The Federal Reserve has kept its target rate at a record-low range of zero to 0.25% since December 2008 to help stimulate growth in the face of the worst recession since the Great Depression. Yields on 10-year notes fell below 3% last week for the first time since December after ADP Employer Services reported that U.S. companies added fewer jobs last month than economists had forecast. With the consumer price index rising 3.2% on an annual basis in April, the benchmark note offers investors a so-called real yield of -0.2 percentage points. Mr. Gross recommends that investors buy “cheap bonds” and focus on “safe spread,” or buy more floating and fewer fixed-rate notes.
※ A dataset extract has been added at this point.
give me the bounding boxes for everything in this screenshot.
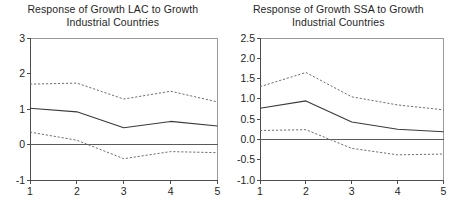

Investors also should add credit components that may include investment-grade, high-yield, nonagency-mortgage or emerging-markets sectors and increase the nondollar-emerging-markets-currencies portion of their portfolios, he wrote.

TOTAL RETURN FUND

The Total Return Fund Ticker:(PTTAX) has returned about 8.13% in the past year, beating 78% of its peers, according to data compiled by Bloomberg. Mr. Gross, the founder and co-chief investment officer at Pimco, has averaged returns of 8.93% annually over the past five years, topping 98% of his competition. The fund can have a negative position by using derivatives or futures, or by shorting. Shorting is borrowing and selling an asset in anticipation of making a profit by buying it back after its price has fallen. The firm's U.S. government-related debt category can include conventional and inflation-linked Treasuries, agency debt, interest rate derivatives, Treasury futures and options, and bank debt backed by the Federal Deposit Insurance Corp., according to the company's website. Pimco, a unit of insurer Allianz SE, managed $1.28 trillion of assets as of March 31.